Under current law, airlines are required to include taxes and fees in the ticket’s base price. Consequently, unless a consumer has the time and skill to do extensive research, the ticket purchaser has no idea how much of what’s being paid is for taxes. That’s wrong. It’s one thing to disagree on whether there should be a tax or how much it should be, but it’s a totally different thing to hide taxes. When the tax is out in the open, people can see what it is, and then construct their arguments about the tax. If the tax is hidden, discussion of its appropriateness is curtailed or impossible, because it’s rather difficult to argue about something that the would-be debaters don’t know exists.
This is not the only example of hidden taxes. In 1990, as I explained in Objections Raised to Elimination of Legislative Tax Deceit, Congress enacted two phaseouts in order to raise effective tax rates without raising section 1 stated tax rates. I explained:
In this particular instance, Congress wanted to raise taxes without raising tax rates, because it concluded that it could tell Americans that it did not raise taxes by pointing to unchanged tax rates. However, "clever" minds figured out that if deductions, in this case itemized deductions and the deduction for personal and dependency exemptions, were reduced, the effect would be an increase in tax revenues. In other words, Congress "discovered" that it could raise taxes without raising tax rates and thus trumpet a self-serving proclamation that it had not raised taxes. The simple word for this is lying.I campaigned against these phaseouts from the start. For example, take a look at my letter to the editor, "Author, Don't Phase Out the Phaseouts, Kill Them," 70 Tax Notes 911 (1996). From July of 1996 through July of 1999, I chaired the Phaseout Tax Elimination Project of the American Bar Association's Section of Taxation Committee on Tax Structure and Simplification. The major accomplishment of that Project was the Report of the ABA Tax Section Committee on Tax Structure and Simplification: Phaseout Tax Elimination Project, issued in July 1997. Almost a year later, the elimination proposal found light of day in H.R. 4053, introduced by Mr. Neal, for himself and Mr. Rangel (June 11, 1998), and eventually found its way into enacted legislation through a path too long and tortured to recount in detail. Unfortunately, the current Administration decided to restore these hidden tax rates, an idea I deplored in A Foolish Tax Idea Resurfaces and in Tax Rates and Deduction Caps. This time around, the advocates of tax deception carried the day, and the phaseouts were brought back.
So it ought not surprise anyone who follows this blog that I agree with Nicholas E. Calio. He points out that 17 different taxes and fees are buried in ticket prices. I will admit that I cannot identify or name more than a few of those taxes. As Calio explains, when people purchase other items, the receipts show the base price, and separately state the applicable sales, transfer, or other taxes. There is no reason to treat airline tickets any differently, other than legislative desire to hide from people what they are requiring people to pay in taxes.
I have only one quibble. The proposed legislation would “allow” airlines to disclose the taxes separately from the ticket base price. The legislation ought to “require” airlines to do so. Even though airlines, if allowed to state taxes separately, most likely will do so in order to show that what they are charging is less than what it otherwise would appear to be, it makes sense, just to be cautious, to require the separate statement of taxes. Americans deserve nothing less.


ACTION ITEM:
Return all lines of the data in which the string "this" occurs.

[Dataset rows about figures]

________________________________________

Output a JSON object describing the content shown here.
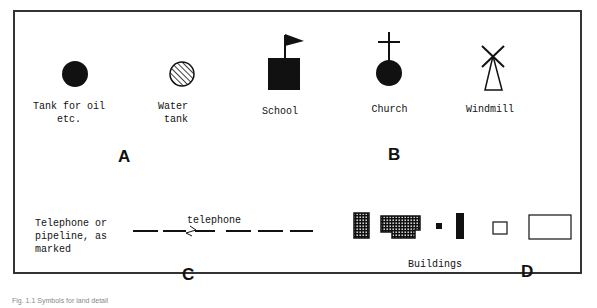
{
  "panel_a": {
    "letter": "A",
    "symbols": [
      {
        "icon": "filled-circle-icon",
        "label": "Tank for oil\n    etc."
      },
      {
        "icon": "hatched-circle-icon",
        "label": "Water\n tank"
      },
      {
        "icon": "flag-square-icon",
        "label": "School"
      }
    ]
  },
  "panel_b": {
    "letter": "B",
    "symbols": [
      {
        "icon": "cross-circle-icon",
        "label": "Church"
      },
      {
        "icon": "windmill-icon",
        "label": "Windmill"
      }
    ]
  },
  "panel_c": {
    "letter": "C",
    "label": "Telephone or\npipeline, as\nmarked",
    "line_label": "telephone"
  },
  "panel_d": {
    "letter": "D",
    "label": "Buildings"
  },
  "caption": "Fig. 1.1  Symbols for land detail"
}
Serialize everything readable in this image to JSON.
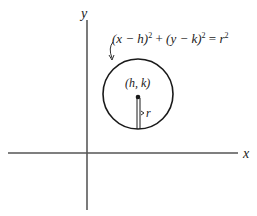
{
  "figure": {
    "axes": {
      "x_label": "x",
      "y_label": "y"
    },
    "circle": {
      "equation": {
        "lhs_1": "(x − h)",
        "exp_1": "2",
        "plus": " + ",
        "lhs_2": "(y − k)",
        "exp_2": "2",
        "equals": " = ",
        "rhs": "r",
        "exp_3": "2"
      },
      "center_label": "(h, k)",
      "radius_label": "r"
    },
    "colors": {
      "stroke": "#1a1a1a",
      "axis": "#555555",
      "background": "#ffffff"
    }
  }
}
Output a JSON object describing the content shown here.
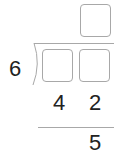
{
  "division": {
    "divisor": "6",
    "quotient_boxes": [
      ""
    ],
    "dividend_boxes": [
      "",
      ""
    ],
    "subtract_row": [
      "4",
      "2"
    ],
    "remainder": "5"
  }
}
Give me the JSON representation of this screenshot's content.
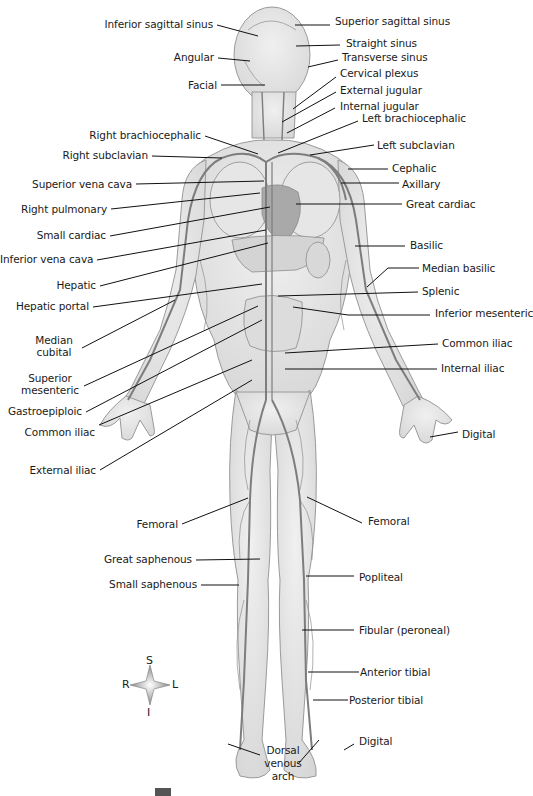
{
  "figure": {
    "colors": {
      "background": "#ffffff",
      "body_fill": "#e4e4e4",
      "body_stroke": "#9a9a9a",
      "vein": "#7d7d7d",
      "leader": "#111111",
      "text": "#1a1a1a"
    }
  },
  "labels_left": [
    {
      "id": "inferior-sagittal-sinus",
      "text": "Inferior sagittal sinus",
      "x": 20,
      "y": 18,
      "w": 228,
      "lx1": 217,
      "ly1": 25,
      "lx2": 258,
      "ly2": 36
    },
    {
      "id": "angular",
      "text": "Angular",
      "x": 140,
      "y": 51,
      "w": 108,
      "lx1": 218,
      "ly1": 58,
      "lx2": 250,
      "ly2": 61
    },
    {
      "id": "facial",
      "text": "Facial",
      "x": 160,
      "y": 79,
      "w": 88,
      "lx1": 221,
      "ly1": 85,
      "lx2": 265,
      "ly2": 85
    },
    {
      "id": "right-brachiocephalic",
      "text": "Right  brachiocephalic",
      "x": 60,
      "y": 129,
      "w": 147,
      "lx1": 205,
      "ly1": 136,
      "lx2": 258,
      "ly2": 154
    },
    {
      "id": "right-subclavian",
      "text": "Right subclavian",
      "x": 40,
      "y": 149,
      "w": 111,
      "lx1": 152,
      "ly1": 156,
      "lx2": 222,
      "ly2": 158
    },
    {
      "id": "superior-vena-cava",
      "text": "Superior vena cava",
      "x": 20,
      "y": 178,
      "w": 108,
      "lx1": 136,
      "ly1": 184,
      "lx2": 264,
      "ly2": 181
    },
    {
      "id": "right-pulmonary",
      "text": "Right pulmonary",
      "x": 20,
      "y": 203,
      "w": 86,
      "lx1": 111,
      "ly1": 209,
      "lx2": 260,
      "ly2": 193
    },
    {
      "id": "small-cardiac",
      "text": "Small cardiac",
      "x": 20,
      "y": 229,
      "w": 86,
      "lx1": 110,
      "ly1": 236,
      "lx2": 270,
      "ly2": 207
    },
    {
      "id": "inferior-vena-cava",
      "text": "Inferior vena cava",
      "x": 0,
      "y": 253,
      "w": 91,
      "lx1": 97,
      "ly1": 260,
      "lx2": 266,
      "ly2": 230
    },
    {
      "id": "hepatic",
      "text": "Hepatic",
      "x": 40,
      "y": 279,
      "w": 56,
      "lx1": 100,
      "ly1": 286,
      "lx2": 268,
      "ly2": 243
    },
    {
      "id": "hepatic-portal",
      "text": "Hepatic portal",
      "x": 10,
      "y": 300,
      "w": 80,
      "lx1": 93,
      "ly1": 307,
      "lx2": 262,
      "ly2": 284
    },
    {
      "id": "median-cubital",
      "text": "Median\ncubital",
      "x": 30,
      "y": 334,
      "w": 60,
      "lx1": 82,
      "ly1": 348,
      "lx2": 175,
      "ly2": 300,
      "multi": true
    },
    {
      "id": "superior-mesenteric",
      "text": "Superior\nmesenteric",
      "x": 20,
      "y": 372,
      "w": 60,
      "lx1": 84,
      "ly1": 386,
      "lx2": 258,
      "ly2": 306,
      "multi": true
    },
    {
      "id": "gastroepiploic",
      "text": "Gastroepiploic",
      "x": 5,
      "y": 405,
      "w": 80,
      "lx1": 86,
      "ly1": 412,
      "lx2": 262,
      "ly2": 320
    },
    {
      "id": "common-iliac-left",
      "text": "Common iliac",
      "x": 20,
      "y": 426,
      "w": 72,
      "lx1": 99,
      "ly1": 425,
      "lx2": 252,
      "ly2": 360
    },
    {
      "id": "external-iliac",
      "text": "External iliac",
      "x": 20,
      "y": 464,
      "w": 75,
      "lx1": 100,
      "ly1": 470,
      "lx2": 252,
      "ly2": 380
    },
    {
      "id": "femoral-left",
      "text": "Femoral",
      "x": 120,
      "y": 518,
      "w": 55,
      "lx1": 182,
      "ly1": 524,
      "lx2": 248,
      "ly2": 498
    },
    {
      "id": "great-saphenous",
      "text": "Great saphenous",
      "x": 90,
      "y": 553,
      "w": 105,
      "lx1": 196,
      "ly1": 560,
      "lx2": 260,
      "ly2": 559
    },
    {
      "id": "small-saphenous",
      "text": "Small saphenous",
      "x": 95,
      "y": 578,
      "w": 105,
      "lx1": 201,
      "ly1": 585,
      "lx2": 239,
      "ly2": 585
    }
  ],
  "labels_right": [
    {
      "id": "superior-sagittal-sinus",
      "text": "Superior sagittal sinus",
      "x": 335,
      "y": 15,
      "lx1": 295,
      "ly1": 25,
      "lx2": 330,
      "ly2": 25
    },
    {
      "id": "straight-sinus",
      "text": "Straight sinus",
      "x": 346,
      "y": 37,
      "lx1": 296,
      "ly1": 46,
      "lx2": 340,
      "ly2": 45
    },
    {
      "id": "transverse-sinus",
      "text": "Transverse sinus",
      "x": 342,
      "y": 51,
      "lx1": 308,
      "ly1": 67,
      "lx2": 338,
      "ly2": 60
    },
    {
      "id": "cervical-plexus",
      "text": "Cervical plexus",
      "x": 340,
      "y": 67,
      "lx1": 293,
      "ly1": 109,
      "lx2": 336,
      "ly2": 77
    },
    {
      "id": "external-jugular",
      "text": "External jugular",
      "x": 340,
      "y": 84,
      "lx1": 282,
      "ly1": 122,
      "lx2": 336,
      "ly2": 92
    },
    {
      "id": "internal-jugular",
      "text": "Internal jugular",
      "x": 340,
      "y": 100,
      "lx1": 287,
      "ly1": 133,
      "lx2": 335,
      "ly2": 108
    },
    {
      "id": "left-brachiocephalic",
      "text": "Left brachiocephalic",
      "x": 362,
      "y": 112,
      "lx1": 278,
      "ly1": 153,
      "lx2": 358,
      "ly2": 121
    },
    {
      "id": "left-subclavian",
      "text": "Left subclavian",
      "x": 377,
      "y": 139,
      "lx1": 310,
      "ly1": 155,
      "lx2": 374,
      "ly2": 145
    },
    {
      "id": "cephalic",
      "text": "Cephalic",
      "x": 392,
      "y": 162,
      "lx1": 348,
      "ly1": 169,
      "lx2": 388,
      "ly2": 169
    },
    {
      "id": "axillary",
      "text": "Axillary",
      "x": 402,
      "y": 178,
      "lx1": 341,
      "ly1": 183,
      "lx2": 399,
      "ly2": 183
    },
    {
      "id": "great-cardiac",
      "text": "Great cardiac",
      "x": 406,
      "y": 198,
      "lx1": 296,
      "ly1": 204,
      "lx2": 402,
      "ly2": 204
    },
    {
      "id": "basilic",
      "text": "Basilic",
      "x": 410,
      "y": 239,
      "lx1": 355,
      "ly1": 246,
      "lx2": 405,
      "ly2": 246
    },
    {
      "id": "median-basilic",
      "text": "Median basilic",
      "x": 422,
      "y": 262,
      "lx1": 367,
      "ly1": 287,
      "lx2": 398,
      "ly2": 267,
      "elbow": true
    },
    {
      "id": "splenic",
      "text": "Splenic",
      "x": 422,
      "y": 285,
      "lx1": 278,
      "ly1": 296,
      "lx2": 418,
      "ly2": 292
    },
    {
      "id": "inferior-mesenteric",
      "text": "Inferior mesenteric",
      "x": 435,
      "y": 307,
      "lx1": 293,
      "ly1": 307,
      "lx2": 430,
      "ly2": 315,
      "elbow2": true
    },
    {
      "id": "common-iliac-right",
      "text": "Common iliac",
      "x": 442,
      "y": 337,
      "lx1": 285,
      "ly1": 353,
      "lx2": 438,
      "ly2": 344
    },
    {
      "id": "internal-iliac",
      "text": "Internal iliac",
      "x": 441,
      "y": 362,
      "lx1": 285,
      "ly1": 369,
      "lx2": 437,
      "ly2": 369
    },
    {
      "id": "digital-hand",
      "text": "Digital",
      "x": 462,
      "y": 428,
      "lx1": 430,
      "ly1": 437,
      "lx2": 458,
      "ly2": 432
    },
    {
      "id": "femoral-right",
      "text": "Femoral",
      "x": 368,
      "y": 515,
      "lx1": 307,
      "ly1": 497,
      "lx2": 362,
      "ly2": 523
    },
    {
      "id": "popliteal",
      "text": "Popliteal",
      "x": 359,
      "y": 571,
      "lx1": 306,
      "ly1": 576,
      "lx2": 354,
      "ly2": 576
    },
    {
      "id": "fibular-peroneal",
      "text": "Fibular (peroneal)",
      "x": 359,
      "y": 624,
      "lx1": 302,
      "ly1": 630,
      "lx2": 354,
      "ly2": 630
    },
    {
      "id": "anterior-tibial",
      "text": "Anterior tibial",
      "x": 360,
      "y": 666,
      "lx1": 308,
      "ly1": 672,
      "lx2": 359,
      "ly2": 672
    },
    {
      "id": "posterior-tibial",
      "text": "Posterior tibial",
      "x": 349,
      "y": 694,
      "lx1": 313,
      "ly1": 700,
      "lx2": 348,
      "ly2": 700
    },
    {
      "id": "digital-foot",
      "text": "Digital",
      "x": 359,
      "y": 735,
      "lx1": 344,
      "ly1": 750,
      "lx2": 354,
      "ly2": 744
    }
  ],
  "label_bottom": {
    "id": "dorsal-venous-arch",
    "text": "Dorsal\nvenous\narch",
    "x": 252,
    "y": 744,
    "leaders": [
      {
        "x1": 260,
        "y1": 755,
        "x2": 228,
        "y2": 744
      },
      {
        "x1": 298,
        "y1": 764,
        "x2": 319,
        "y2": 740
      }
    ]
  },
  "compass": {
    "superior": "S",
    "inferior": "I",
    "right": "R",
    "left": "L",
    "cx": 150,
    "cy": 685
  }
}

________________________________________

OUTPUT OF THE TASK:
Serialize everything readable in this image to JSON.
Give me the JSON representation of this screenshot's content.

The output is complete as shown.